Course code: AS-2
  • Years with company: 1
  • Years programming: 16
  • Primary programming language: C#
  • Other programming languages: C++,C,JavaScript,Python,SQl
  • Unit test harnesses: MSTest, Google Test, MoQ (mocking framework in C#)
  • Something else: 1) I am a smartass. I was a computer science lecturer for a year (Datbases,Design Patterns,C++) , I enjoy complex challenges and I like understanding the 'why' of almost anything I use. I did a bachelor's degree in (technical) computer science in 2008, taught at the same place in 2019-2020. Was very happy to help introduce the concept of unit-testing. in 2019 I worked with some PhD students and helped make their code more testable/reproducable/documented,and porting Matlab code into C/C++. I prefer to adhere to the unix philosophy, small simple programs, well tested, functional (no side effects and deterministic) whenever possible which means properly structuring code. Out of my 13.5 year career so far, 11 were in C# and 2.5 in C/C++. I shifted to C++ because C# was not sufficiently challenging anymore and too much focus is on 'simple' administrative systems in most C# heavyweight companies.
  • Test practice now: I only did a little embedded here so far, there was no unit-testing, no regression tests, no gated checkin, no stubbing, mocking.. TDD.. forgive me for I know how I have sinned.
  • Target system: Oof. I only did a bit of embedded. ATmega128, we don't really care about 'performance' that much, so careful thought into tailored code is often not an issue. Energy efficiency is not an issue, stack-size might be.
  • Dev tools: I wish I could use e.g. valgrind.. GCC debug.. I like IDE's like CLion, but we often resort to Atmel studio and are bound to Windows ¯\_(ツ)_/¯ Visual Studio is still my favorite though.
  • Build time: 30-60 minutes
  • Coding standard: I don't know what coding standard we use when developing C/C++ for ATMega. I just 'follow' along as best I can to keep the codebase consistent, and deviate intentionally towards best-practices and standards-compliance.
  • Function too long: Theory: Cyclo > 3, unless there is a good reason. MI4-index is below 80%. Reality: spend 1+ hr understanding. My ideal: unit-testing becomes complex or unfeasible; code coverage remains low.
  • Code reviews: We check the style, but the code reviews usually happen 'after' a rather big chunk of work is done. We could be more agile, do not employ scrum. Code reviews are more of a feedback/suggestion oftentimes.
  • Code time: 20
  • Test time: 10
  • Debug time: 70
  • Favorite thing about dev: Everything, especially understanding why something is not working properly. Also the knowledge of making something that can only be as good as I can make it; minimizing complexity while maximizing performance while maximizing maintainability.
  • Least favorite thing about dev: Maintaining code I don't understand. Often, I don't understand a function until I see it's unit-test. Lacking unit-test I must know all possible ways it can be called, recursively for all heuristic paths, which is improbable. It is scary.
  • Tdd knowledge: A lot, I think. I followed an extensive course 10 years ago. I have worked with pure TDD driven development/scrum and gated checkin for years. Within my current department, in C/C++ TDD is currently improbable by merit of lacking design.
  • Why are you attending: 1: Was automatically added 2: I want to know how to do embedded mocking and stubbing and ask annoying questions such as "James, how would you deal with non-deterministic functions?, would you do unit-tests with random-data? or mutation tests?, UB?"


*Work instruction*
Show every line of the data that includes the word "this".

*Provided information*
+ + + +

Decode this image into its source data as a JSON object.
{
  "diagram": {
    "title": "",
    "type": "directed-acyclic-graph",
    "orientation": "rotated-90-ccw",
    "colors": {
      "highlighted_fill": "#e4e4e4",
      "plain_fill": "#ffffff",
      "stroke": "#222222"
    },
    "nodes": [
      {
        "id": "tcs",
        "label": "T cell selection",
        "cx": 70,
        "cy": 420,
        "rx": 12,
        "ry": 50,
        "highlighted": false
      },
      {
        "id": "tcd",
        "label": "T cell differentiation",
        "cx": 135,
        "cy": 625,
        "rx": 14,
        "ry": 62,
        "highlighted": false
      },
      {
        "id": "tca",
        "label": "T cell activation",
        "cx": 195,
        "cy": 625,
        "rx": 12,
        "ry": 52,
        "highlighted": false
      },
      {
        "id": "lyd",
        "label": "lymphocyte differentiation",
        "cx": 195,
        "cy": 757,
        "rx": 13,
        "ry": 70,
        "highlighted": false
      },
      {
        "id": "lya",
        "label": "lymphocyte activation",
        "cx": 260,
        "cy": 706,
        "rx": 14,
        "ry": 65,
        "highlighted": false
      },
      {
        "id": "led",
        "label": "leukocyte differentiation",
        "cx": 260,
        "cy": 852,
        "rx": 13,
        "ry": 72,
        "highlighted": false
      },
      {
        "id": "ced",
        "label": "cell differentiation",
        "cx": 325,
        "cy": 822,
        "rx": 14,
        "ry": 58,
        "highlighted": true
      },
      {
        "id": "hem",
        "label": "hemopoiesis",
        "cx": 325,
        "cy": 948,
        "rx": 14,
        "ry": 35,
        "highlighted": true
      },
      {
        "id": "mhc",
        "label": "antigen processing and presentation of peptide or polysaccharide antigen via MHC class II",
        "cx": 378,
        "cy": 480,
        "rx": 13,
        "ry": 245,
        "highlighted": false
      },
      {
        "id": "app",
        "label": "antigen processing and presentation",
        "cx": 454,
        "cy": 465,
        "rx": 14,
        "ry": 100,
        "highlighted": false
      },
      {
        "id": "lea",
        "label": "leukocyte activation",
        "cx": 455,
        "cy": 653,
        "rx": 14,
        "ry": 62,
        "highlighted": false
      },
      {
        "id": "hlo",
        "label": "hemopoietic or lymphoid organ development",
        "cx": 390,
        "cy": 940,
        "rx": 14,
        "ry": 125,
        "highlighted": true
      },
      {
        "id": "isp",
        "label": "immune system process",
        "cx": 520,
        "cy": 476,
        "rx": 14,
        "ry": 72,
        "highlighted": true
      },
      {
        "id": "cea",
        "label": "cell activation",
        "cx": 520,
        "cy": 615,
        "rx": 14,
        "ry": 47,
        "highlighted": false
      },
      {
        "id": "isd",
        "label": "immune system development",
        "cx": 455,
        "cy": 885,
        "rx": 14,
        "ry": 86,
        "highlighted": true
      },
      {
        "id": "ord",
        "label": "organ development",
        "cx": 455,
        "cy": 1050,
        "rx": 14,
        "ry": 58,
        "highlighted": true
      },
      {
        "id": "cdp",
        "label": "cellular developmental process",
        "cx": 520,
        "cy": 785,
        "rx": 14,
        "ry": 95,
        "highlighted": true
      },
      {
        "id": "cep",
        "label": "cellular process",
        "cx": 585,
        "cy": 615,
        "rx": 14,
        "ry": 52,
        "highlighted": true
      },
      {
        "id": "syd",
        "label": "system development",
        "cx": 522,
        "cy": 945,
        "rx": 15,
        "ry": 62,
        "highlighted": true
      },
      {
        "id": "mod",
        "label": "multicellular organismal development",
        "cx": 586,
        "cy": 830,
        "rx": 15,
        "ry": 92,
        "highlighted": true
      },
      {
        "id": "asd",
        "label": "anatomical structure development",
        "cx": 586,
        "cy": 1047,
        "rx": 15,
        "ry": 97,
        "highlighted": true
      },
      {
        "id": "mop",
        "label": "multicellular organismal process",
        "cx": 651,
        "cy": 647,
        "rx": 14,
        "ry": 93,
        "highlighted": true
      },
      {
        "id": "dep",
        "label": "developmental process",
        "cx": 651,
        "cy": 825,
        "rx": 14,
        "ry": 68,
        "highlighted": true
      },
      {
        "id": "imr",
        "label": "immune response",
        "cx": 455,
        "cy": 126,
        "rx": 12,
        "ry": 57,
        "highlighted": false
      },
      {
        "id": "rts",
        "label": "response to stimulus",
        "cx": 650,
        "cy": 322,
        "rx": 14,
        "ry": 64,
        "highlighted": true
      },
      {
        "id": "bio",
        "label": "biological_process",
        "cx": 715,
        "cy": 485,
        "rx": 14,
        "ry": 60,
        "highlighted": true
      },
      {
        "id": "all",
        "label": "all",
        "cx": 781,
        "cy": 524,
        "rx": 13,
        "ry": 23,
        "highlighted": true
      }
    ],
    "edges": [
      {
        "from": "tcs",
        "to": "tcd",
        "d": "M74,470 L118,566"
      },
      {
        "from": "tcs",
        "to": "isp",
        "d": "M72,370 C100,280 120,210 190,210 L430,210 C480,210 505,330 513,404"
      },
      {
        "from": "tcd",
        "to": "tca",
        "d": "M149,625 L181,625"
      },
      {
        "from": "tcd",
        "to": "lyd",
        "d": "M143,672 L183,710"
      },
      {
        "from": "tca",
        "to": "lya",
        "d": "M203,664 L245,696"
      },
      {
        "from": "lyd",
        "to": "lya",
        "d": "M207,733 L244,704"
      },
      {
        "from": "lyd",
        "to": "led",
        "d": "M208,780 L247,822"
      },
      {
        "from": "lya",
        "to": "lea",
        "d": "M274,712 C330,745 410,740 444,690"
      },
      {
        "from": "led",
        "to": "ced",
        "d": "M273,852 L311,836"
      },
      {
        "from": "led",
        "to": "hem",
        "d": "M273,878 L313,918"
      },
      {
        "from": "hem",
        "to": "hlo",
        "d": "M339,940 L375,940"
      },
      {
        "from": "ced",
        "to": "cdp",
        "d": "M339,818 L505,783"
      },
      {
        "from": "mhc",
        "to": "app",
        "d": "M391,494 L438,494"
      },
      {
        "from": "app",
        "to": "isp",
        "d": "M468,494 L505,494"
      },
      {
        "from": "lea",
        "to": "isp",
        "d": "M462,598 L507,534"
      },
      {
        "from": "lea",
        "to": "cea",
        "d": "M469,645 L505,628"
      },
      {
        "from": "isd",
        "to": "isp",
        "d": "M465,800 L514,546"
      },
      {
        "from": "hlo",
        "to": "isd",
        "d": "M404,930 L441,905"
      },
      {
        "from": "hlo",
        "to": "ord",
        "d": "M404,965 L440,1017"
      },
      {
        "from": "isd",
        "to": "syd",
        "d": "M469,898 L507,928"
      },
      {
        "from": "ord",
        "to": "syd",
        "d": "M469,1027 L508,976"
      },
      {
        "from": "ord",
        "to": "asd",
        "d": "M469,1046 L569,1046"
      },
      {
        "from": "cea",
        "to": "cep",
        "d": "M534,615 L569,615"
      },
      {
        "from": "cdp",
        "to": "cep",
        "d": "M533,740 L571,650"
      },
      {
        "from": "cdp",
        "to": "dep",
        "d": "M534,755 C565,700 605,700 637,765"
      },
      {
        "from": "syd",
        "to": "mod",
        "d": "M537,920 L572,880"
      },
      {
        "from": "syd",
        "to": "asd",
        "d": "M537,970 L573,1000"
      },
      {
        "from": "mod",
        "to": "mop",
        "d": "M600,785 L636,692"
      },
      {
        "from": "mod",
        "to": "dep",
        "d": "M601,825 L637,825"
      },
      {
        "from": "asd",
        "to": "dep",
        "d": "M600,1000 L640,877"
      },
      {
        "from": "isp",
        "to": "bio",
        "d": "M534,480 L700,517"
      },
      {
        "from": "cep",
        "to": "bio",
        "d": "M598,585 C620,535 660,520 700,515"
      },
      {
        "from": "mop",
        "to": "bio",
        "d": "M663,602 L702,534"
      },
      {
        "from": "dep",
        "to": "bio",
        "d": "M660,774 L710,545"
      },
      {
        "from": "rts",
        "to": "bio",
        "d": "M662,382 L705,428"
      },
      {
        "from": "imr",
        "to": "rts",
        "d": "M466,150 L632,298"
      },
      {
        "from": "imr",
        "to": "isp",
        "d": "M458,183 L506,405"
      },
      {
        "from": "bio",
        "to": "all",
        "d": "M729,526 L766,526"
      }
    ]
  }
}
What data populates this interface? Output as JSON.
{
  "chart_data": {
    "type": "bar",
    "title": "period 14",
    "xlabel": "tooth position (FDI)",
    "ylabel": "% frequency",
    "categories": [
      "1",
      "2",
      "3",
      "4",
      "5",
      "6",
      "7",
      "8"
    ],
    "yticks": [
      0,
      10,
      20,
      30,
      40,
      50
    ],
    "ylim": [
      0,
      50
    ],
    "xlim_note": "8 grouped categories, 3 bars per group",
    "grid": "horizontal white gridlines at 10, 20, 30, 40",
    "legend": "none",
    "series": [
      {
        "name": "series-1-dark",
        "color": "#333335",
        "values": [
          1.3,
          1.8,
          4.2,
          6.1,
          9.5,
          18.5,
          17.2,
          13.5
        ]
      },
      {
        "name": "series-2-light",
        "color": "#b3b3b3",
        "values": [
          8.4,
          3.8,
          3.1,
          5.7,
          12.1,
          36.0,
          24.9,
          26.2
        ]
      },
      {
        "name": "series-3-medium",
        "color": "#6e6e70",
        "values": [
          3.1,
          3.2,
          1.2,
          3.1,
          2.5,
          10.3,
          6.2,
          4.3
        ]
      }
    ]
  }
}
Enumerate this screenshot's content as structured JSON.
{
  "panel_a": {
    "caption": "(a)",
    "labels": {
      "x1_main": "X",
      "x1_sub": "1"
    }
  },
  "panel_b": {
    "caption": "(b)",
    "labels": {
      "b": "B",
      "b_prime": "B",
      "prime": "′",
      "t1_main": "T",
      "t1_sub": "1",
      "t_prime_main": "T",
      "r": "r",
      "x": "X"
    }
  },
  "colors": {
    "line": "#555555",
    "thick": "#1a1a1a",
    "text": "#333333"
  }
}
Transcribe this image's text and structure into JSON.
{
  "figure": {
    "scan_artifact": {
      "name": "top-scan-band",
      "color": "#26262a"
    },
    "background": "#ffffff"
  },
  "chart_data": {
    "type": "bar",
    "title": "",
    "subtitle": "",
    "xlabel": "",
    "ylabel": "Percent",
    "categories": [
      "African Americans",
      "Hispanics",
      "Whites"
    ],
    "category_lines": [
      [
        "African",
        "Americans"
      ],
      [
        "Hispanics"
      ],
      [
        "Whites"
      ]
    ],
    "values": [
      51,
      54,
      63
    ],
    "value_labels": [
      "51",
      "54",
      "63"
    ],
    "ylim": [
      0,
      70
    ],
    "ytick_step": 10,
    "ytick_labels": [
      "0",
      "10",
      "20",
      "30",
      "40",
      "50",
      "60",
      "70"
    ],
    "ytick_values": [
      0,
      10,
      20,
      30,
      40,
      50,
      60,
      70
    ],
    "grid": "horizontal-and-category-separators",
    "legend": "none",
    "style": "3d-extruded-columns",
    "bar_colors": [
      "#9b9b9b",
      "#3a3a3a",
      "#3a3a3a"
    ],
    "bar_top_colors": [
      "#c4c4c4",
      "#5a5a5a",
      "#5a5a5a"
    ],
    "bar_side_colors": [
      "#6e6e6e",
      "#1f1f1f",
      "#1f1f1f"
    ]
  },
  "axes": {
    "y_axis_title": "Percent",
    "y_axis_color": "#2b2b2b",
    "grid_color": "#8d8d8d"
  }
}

+ + + +

*Problem solution*
Decode this image into its source data as a JSON object.
What data populates this interface? Output as JSON.
Enumerate this screenshot's content as structured JSON.
Transcribe this image's text and structure into JSON.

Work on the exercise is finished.